There are three problems with it:  First, the BCPL code is large and
slow.  Second, if you do really do low level programming, you do have
to be aware of BPTRs and requirements that certain data structures have
to be longword aligned.  Third, their is the BCPL runtime environment.

BCPL is very peculiar.  It is designed to link programs at runtime.  The
BCPL environment in AmigaDOS has a second type of shared runtime library.
Everyone knows that OpenLibrary gets you access to a shared library on
the Amiga.  BCPL programs have their own mechanism for accessing shared
libraries that are not Amiga standard shareable libraries.  Third, there
is the weird BCPL startup requirements.

BCPL programs on the Amiga require that special values be preloaded into
the registers when the program starts.  Furthermore, they require that
special additional information be in the process control block, and that
the I/O streams be slightly munged in order to pass arguments to the
program.  In other words, in order to run a BCPL program, you must be
a CLI.  (Or call the Execute AmigaDOS function which creates a CLI
temporarily to run the program.)  The startup code requirements for
BCPL programs have been purposely not documented by Commodore.  The
reason is that Commodore wants to remove BCPL support from the Amiga,
and doesn't want people relying on the BCPL environment.  This last
causes people who want to write their own CLI a lot of problems.  The
usual answer is to require that custom CLIs run under a real CLI.

Anyway, this offended a few Amiga Developers, and so they started ARP,
the AmigaDOS Replacement Project.  They have been busy rewriting all of
the BCPL commands in c directory so that they can give the results
to Commodore so that Commodore can make good its promise to throw away
the BCPL environment in a future release of the operating system.
An early release of the ARP commands are on a Fish disk, or can be
ordered by sending $5 to the ARP project.

It is interesting that the new fast file system for hard disks is
written in C.  It replaces for hard disks the BCPL filesystem.

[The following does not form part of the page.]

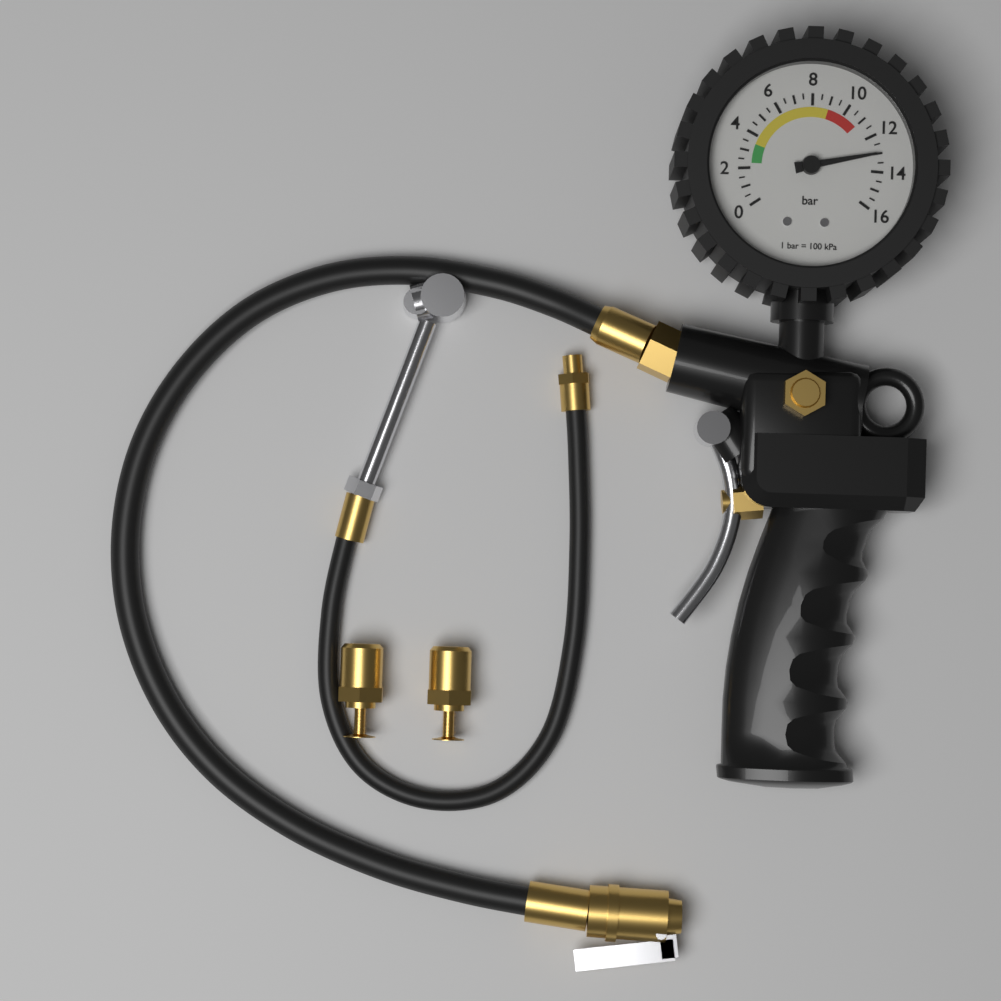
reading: 13.0 bar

There is an amusing follow up to all of this.  The same people responsible
for AmigaDOS proper, held to be the slow and inelegant part of the Amiga's
operating system, are designing all of the new operating system for
Atari's new parallel processor.  There are some that believe this to be
a fine joke on Atari.
1144.8Yes, Amiga had a dark past, butWJG::GUINEAUW. John Guineau, RD Buyout engineeringWed Feb 10 1988 15:388

Thanks for the detailed explanation, Randy!  Now I know what those
BPTR's things are (and why Conman jokes "no more BPTR's, I promise!"

Looks like ARP is going to fix up AmigaDOS while Atari has fun yet to come...

John
1144.9Conversion?WINNER::JBERNARDJohn Bernard YWO/292-2591Wed Feb 10 1988 17:088
    .7  brings out a question...  I assume 1.3 of AmigaDOS is going
    to use a different, new, whatever disk structure to increase
    performance.  Any guesses as to what we might have to go through
    to migrate our disks to the new format?  Will there be  a new format?
    What gives... etc.... 
    
    john
    
1144.10NAC::PLOUFFLANsman WesWed Feb 10 1988 18:409
    Latest Usenet rumors from people at Commodore:  v1.3 has several
    minor new features.  The Fast Filing System will be sold as a separate
    product to speed up hard disk performance under AmigaDOS.  FFS is
    not compatible with the current disk format.
    
    The C-A software guys speculated that FFS would be merged into version
    1.4 of the OS, with a compatibility mode or conversion utility to
    read current floppies.  Since they haven't finished 1.3, though,
    take this with a big grain of salt.